I ran into a similar problem on the 86. I thought it was a coil/module combo, swaped on a new one from Napa, still the same crap. In the heat of it all, I swaped on still another new coil/module combo this time from Autozone. Still fricked up. As a last ditch effort, I got a GM module from John Spina. BINGO :)
If your not useing GM modules, Id Highly recomend getting one even if it doesnt cure your problem. I found out the hard way.
Good Luck
 
Originally posted by MeanBuicks

I suppose I could get another TPS on there & try that. It seemed to be reading correctly according to the Scanmaster. Car starts right up & idles correctly too.

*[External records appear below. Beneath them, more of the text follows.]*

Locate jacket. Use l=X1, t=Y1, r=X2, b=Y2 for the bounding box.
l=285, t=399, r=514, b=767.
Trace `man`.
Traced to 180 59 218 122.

The sampling rate of ALL scanners, and DS are way too slow to catch some TPS failures. You need a good scope to see the havic on the signal line, from some of the failures. I chased the same thing around on my car for months, and just as an act of desperation did the TPS, and it cured the problem. Reinstalled it and looked at it with a scope, and went, dammmmm.
 
If you think about how much use the TPS gets, and how important it is, I just keep a spare around for when this sort of problem comes about, along with a crank sensor, coil, ign module, MAF, etc... Heck, I should just buy a whole other GN just so I can swap parts between them to diagnose problems. I've spent enough on them!

I have a friend whose an electrical engineer, and he scoped my apparently bad TPS, and used another tool to test sampling rate on various types of EGT type probes I had, accuracy, etc..

Compared to what my Scanmaster was picking up for the TPS, A LOT of info was missed, even moving the throttle slowly, etc.. Cheaper to just have an extra on hand. I always wonder how much the typical scan tools we use miss in terms of knock, etc.. I guess they must work well enough for our applications since people without these tools sure seem to post a lot of messages regarding head gasket preferences and rebuilding specs on 14 second, mostly stock builds. For what it is, and what it does, the Scanmaster is an awesome value. The scope my friend was using is a $5k machine! That will buy a lot of TPS's, coilpacks, and genuine GM modules! :)

Billy
 
Originally posted by MaxVO2

Compared to what my Scanmaster was picking up for the TPS, A LOT of info was missed, even moving the throttle slowly, etc.. Cheaper to just have an extra on hand. I always wonder how much the typical scan tools we use miss in terms of knock, etc..

Any scanner that uses the ALDL data link is limited to the 160 Baud rate of the GM ecm. DS reads the RAM locations, as their in use, and can sample things much faster, but even with ~15 frames a second, it's painfully slow compared to watching things on a decent scope. Not to mention that some of values stored in RAM have been filtered thur the ecm code.

Luckily the ecm is processing information, quicker then we can extract it, with the tools we have.
 
Try Ohming those plugs. I have had more than one bad AC plug. Measure the center electrode to where the wire connects. I always buy 8 plugs at a time and measure them all.
 
...hoses

Mine always does this when I mess with the intercooler hoses. They looked good and tight, but one hose was wasn't sealed good and blowing out boost when boost got above 10lbs. I realigned the hose and clamps,tighting them and no more cut out ..... Just my .03 cents :cool:
 
I agree with Bruce that a lot of TPS failures can't be seen properly with out high speed sweep . On my snapon vantage, occasionally I can see these sudden open circuits in the TPS, but just as often will miss them. Some time you need to get into the micro second range to really see it.However, I think it is just as likely you are dealing with an ignition failure; the system is doubly important on a turbo car, has to be in top form.